Module: Observation Pool

The Observation Pool is responsible for aggregating observations from multiple Observer Groups which are potentially distributed in space and operated by different people.

By aggregating observations, it converges to an ordered sequence of observations which is called a Perspective Sequence.

Domain-Interface

This module does not have a domain interface. No domain-specific logic is required for its operations.

Behavior

This module maintains a reference to an DataModel.ObservationPool with the most unique DataModel.CapturedObservations included.

It is merging observations from multiples observation groups distributed thrughout space into a temporally ordered sequence.

A: Whenever a message NewObservation is received:

  • Received DataModel.CapturedObservations is merged into the latest DataModel.ObservationPool.
  • If DataModel.ObservationPool changed, emit message NewPerspective linking the newest Observation Pool.

B: Whenever a message NewPerspective is received:

  • Received DataModel.ObservationPool is merged into the latest DataModel.ObservationPool.
  • If DataModel.ObservationPool changed, emit message NewPerspective linking the newest Observation Pool.

Data Structure

First, there is a linked list Perspective Sequence (DataModel.PerspectiveSequenceHead) that specifies a temporal order among observations originating from multiple Observation Sequences (DataModel.ObservationSequenceHead).

Second, there is an Observation Pool (DataModel.ObservationPool) that is used to reference all available observations made within the system instance.
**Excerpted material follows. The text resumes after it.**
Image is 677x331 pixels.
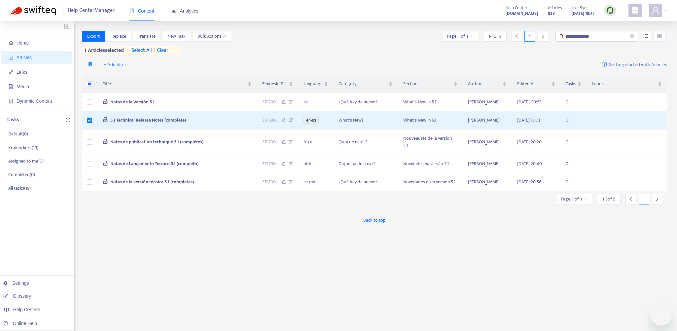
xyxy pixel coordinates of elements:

It is a CRDT (conflict-free replicated data type) which makes it easy to gossip around and merge with other versions of the same data structure.

type PerspectiveSequenceHead =
    | Beginning
    | Happening of Node:PerspectiveSequenceNode
and PerspectiveSequenceNode = {
    Previous: ContentId<PerspectiveSequenceHead>
    LatestObservation: ContentId<ObservationSequenceHead>
}

type ObservationPool = {
    AggregatePerspective: ContentId<PerspectiveSequenceHead>
    DroppedPerspectives: ContentId<PerspectiveSequenceHead> Set
}

Decentralization: Align on timestamp via a Merkle Clock

In the current implementation, the Runtime Clock just captures the host computers clock and trust it to be accurate. Perspective Sequences are then re-ordered according to those timestamps.

In a decentralized system, such a re-ordering would allow an attacker to insert an observation at an arbitrary point in time.

To prevent this, the system implements a common clock that is not controlled by any single party. This is achieved by using a Merkle Clock, as other CRDTs already proven this to work.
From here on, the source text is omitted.